The chances that a Queen takes down a hive tyrant is pretty small. The hive tyrant has superior weaponry and likely can fly. That's pretty much it. If it's a ground pounding melee tyrant, than the queen might be able to do some damage in her death throes with her blood, but even that will probably be minimal to a tyrant.
A slightly more interesting fight would be a Carnifex vs Ultralisk vs Crusher Xeno. All are roughly the same height with the crusher being the smallest at around 4m, All have similar roles - large tanky-ish creatures that are exceedingly hard to kill. At first, the Carnifex would seem to have the upper hand due to its ability to use/have ranged weapons. However, the Ultralisk and Crusher both have special adaptations that diminish...
that and psychic force field hax can probably block it.
the effectiveness of ranged weapons. The Crusher is shown to be able to completely negate small arms fire, and Ultralisks have been shown to easily withstand swaths of firepower from terran tanks. So this fight would have to go to melee, where the Ultralisk is the clear winner. The Ultralisk has razor-sharp tusks that would carve through a Carnifex or Crusher, and regenerative abilities that would make the Crushers acidic blood be a small worry at best.
Overall, out of the three species, I'd say that Zerg are overall the strongest, due to their rapid adaptability, with the Tyranids being a very close second. Zerg have shown the ability to infiltrate terran society at least to the extent that genestealers are capable of. Their base units have more adpatations, but overall they lack the range of Tyranids but have greater numbers. Synapse creatures must stay relatively close to the units they're commanding, but cerebrates are able to command creatures across the entire planet - and are nearly impossible to kill without special precautions. Xenomorphs fall short in most areas, lacking the military capability and organization that the other two have, but are on par with the Zerg in terms of adaptability - perhaps more so as by their very nature they are perfectly adapted to the environment in which they spawn. If Xenos were to every organize militarily, they might actually be a greater threat than either of the other two, but their animal intelligence prevents that.
>but overall they lack the range of Tyranids but have greater numbers.
hardly. a typical tyranid invasion is billions of individual organisms.
they're lacking in scale, an ultralisk is about as big as zerg get. But utterly dwarfed by biotitans that the zerg have no real counter for.
Reminder that pic related would be an excellent solution to the Tyranids
A Carnifex has quite remarkable durability and some are capable of similar degrees of regeneration. This isn't represented well on the tabletop, but in fluff they're basically living tanks that can survive even orbital bombardments in some instances.
Tyranids also deploy in absolutely stupid numbers. While Zerglings might be better units overall, Tyranids can afford to just spam Termagaunts to an insane degree.
I think on an individual organism basis Zerg have big advantages, but as a whole Tyranids have more numbers and ranged weaponry, as well as psychic abilities to further mess things up.

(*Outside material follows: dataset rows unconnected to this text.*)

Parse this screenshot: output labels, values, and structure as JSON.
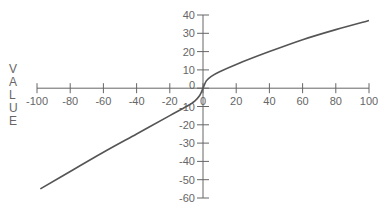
{
  "chart_data": {
    "type": "line",
    "title": "",
    "xlabel": "",
    "ylabel": "VALUE",
    "xlim": [
      -100,
      100
    ],
    "ylim": [
      -60,
      40
    ],
    "x_ticks": [
      -100,
      -80,
      -60,
      -40,
      -20,
      0,
      20,
      40,
      60,
      80,
      100
    ],
    "y_ticks": [
      40,
      30,
      20,
      10,
      0,
      -10,
      -20,
      -30,
      -40,
      -50,
      -60
    ],
    "grid": false,
    "legend": null,
    "series": [
      {
        "name": "curve",
        "color": "#555555",
        "x": [
          -98,
          -80,
          -60,
          -40,
          -20,
          -10,
          -5,
          -2,
          0,
          2,
          5,
          10,
          20,
          40,
          60,
          80,
          100
        ],
        "y": [
          -55,
          -45.5,
          -35,
          -25,
          -15,
          -10,
          -7,
          -4,
          0,
          4,
          6.5,
          9,
          13,
          20,
          26.5,
          32,
          37
        ]
      }
    ]
  },
  "axis": {
    "ylabel_letters": [
      "V",
      "A",
      "L",
      "U",
      "E"
    ]
  },
  "colors": {
    "axis": "#666666",
    "line": "#555555",
    "background": "#ffffff"
  }
}
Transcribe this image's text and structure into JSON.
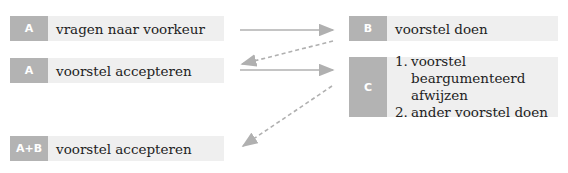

Also, what said. Tyranids can afford to field dozens of giant sand-worms that are taller than buildings, and that's still towards the middle of their unit sizes.
Aren't tyranid biotitans pitifully small compared to ultralisks? Iirc heirotitans are a measly 15 meters tall and way thinner than lisks
Well, if this scale is anything to go by, I would peg an Ultralisk at a little over half the height of an Imperial knight titan, which is about how large Trygons are tip to tail.
A Ultralisk actually seems pretty similar in size to a Heirodrule, which puts it at the lower end as far as Tyranid Bio-titans go. The Heirophant might also be spindly, but it's still going to absolutely tower over the thing and has quite a number of ranged weapons.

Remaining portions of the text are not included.